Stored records

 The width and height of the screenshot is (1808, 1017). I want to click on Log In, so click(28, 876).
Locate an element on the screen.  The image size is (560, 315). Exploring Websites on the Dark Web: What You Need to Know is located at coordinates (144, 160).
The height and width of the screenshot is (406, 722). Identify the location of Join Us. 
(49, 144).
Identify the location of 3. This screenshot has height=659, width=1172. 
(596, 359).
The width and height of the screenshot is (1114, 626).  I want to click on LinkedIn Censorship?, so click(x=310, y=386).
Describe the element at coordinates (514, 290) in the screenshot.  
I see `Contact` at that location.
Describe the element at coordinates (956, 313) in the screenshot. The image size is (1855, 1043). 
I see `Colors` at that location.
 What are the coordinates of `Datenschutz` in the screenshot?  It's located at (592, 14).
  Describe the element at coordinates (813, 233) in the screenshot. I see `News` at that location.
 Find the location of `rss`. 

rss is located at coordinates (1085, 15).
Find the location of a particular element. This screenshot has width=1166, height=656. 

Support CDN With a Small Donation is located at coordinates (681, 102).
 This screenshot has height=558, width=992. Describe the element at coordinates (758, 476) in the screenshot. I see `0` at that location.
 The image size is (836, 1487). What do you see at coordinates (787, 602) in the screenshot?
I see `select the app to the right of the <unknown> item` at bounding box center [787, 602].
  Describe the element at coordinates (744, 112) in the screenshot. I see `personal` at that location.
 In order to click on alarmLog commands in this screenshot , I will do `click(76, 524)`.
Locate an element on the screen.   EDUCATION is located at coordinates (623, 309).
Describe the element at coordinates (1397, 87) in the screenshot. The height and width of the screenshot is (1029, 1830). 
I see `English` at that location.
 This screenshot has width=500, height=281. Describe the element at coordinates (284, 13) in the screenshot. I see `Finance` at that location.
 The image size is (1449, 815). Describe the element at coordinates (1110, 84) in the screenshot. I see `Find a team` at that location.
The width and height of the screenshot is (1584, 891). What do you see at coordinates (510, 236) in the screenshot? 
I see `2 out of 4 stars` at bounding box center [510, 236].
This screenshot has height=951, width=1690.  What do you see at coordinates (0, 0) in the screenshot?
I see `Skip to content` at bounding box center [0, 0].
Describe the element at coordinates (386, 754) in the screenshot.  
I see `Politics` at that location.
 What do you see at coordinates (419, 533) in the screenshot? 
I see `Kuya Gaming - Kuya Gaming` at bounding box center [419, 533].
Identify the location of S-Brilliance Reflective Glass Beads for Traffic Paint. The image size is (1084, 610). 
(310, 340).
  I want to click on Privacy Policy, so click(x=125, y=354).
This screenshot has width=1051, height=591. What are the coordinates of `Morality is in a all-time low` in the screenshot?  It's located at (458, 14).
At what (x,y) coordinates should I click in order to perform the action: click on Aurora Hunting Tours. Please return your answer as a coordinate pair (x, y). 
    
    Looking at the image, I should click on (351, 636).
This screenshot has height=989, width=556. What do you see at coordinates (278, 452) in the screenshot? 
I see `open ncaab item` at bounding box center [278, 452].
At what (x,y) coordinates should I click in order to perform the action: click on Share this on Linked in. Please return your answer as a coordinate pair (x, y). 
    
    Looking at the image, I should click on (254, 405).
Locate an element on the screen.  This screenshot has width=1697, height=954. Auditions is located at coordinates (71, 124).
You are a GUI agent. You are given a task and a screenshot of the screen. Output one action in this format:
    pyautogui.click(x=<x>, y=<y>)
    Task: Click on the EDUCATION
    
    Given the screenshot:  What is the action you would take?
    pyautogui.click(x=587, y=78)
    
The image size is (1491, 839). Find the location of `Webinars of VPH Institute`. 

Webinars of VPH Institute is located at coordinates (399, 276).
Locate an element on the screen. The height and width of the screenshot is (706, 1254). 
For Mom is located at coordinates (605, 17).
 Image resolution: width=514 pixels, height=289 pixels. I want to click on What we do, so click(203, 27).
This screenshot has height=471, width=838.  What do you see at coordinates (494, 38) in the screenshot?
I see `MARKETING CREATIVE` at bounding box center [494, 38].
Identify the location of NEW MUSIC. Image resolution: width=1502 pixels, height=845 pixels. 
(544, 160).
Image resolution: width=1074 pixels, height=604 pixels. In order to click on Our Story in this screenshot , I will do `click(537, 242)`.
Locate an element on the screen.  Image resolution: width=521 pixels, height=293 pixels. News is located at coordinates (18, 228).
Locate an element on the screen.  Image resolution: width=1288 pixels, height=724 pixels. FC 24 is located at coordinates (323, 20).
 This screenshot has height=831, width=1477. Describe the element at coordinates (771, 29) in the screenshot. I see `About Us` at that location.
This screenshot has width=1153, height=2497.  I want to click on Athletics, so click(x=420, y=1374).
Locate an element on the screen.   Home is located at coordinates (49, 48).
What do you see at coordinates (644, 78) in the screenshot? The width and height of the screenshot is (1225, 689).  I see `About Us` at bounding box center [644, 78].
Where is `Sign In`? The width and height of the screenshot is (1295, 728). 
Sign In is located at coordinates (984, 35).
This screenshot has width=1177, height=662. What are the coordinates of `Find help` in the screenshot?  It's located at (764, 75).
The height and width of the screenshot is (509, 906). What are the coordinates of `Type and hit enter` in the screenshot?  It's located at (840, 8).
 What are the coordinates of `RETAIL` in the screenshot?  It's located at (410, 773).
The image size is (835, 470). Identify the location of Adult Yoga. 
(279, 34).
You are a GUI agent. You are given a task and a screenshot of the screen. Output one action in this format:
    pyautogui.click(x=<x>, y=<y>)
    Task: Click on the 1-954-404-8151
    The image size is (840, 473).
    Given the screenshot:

## What you are asked to do
Output exactly the lines of the data that run from the one containing "This screenshot has width=1177, height=662." to the very last line, and no others.

## Result for this task
This screenshot has width=1177, height=662. What are the coordinates of `Find help` in the screenshot?  It's located at (764, 75).
The height and width of the screenshot is (509, 906). What are the coordinates of `Type and hit enter` in the screenshot?  It's located at (840, 8).
 What are the coordinates of `RETAIL` in the screenshot?  It's located at (410, 773).
The image size is (835, 470). Identify the location of Adult Yoga. 
(279, 34).
You are a GUI agent. You are given a task and a screenshot of the screen. Output one action in this format:
    pyautogui.click(x=<x>, y=<y>)
    Task: Click on the 1-954-404-8151
    The image size is (840, 473).
    Given the screenshot:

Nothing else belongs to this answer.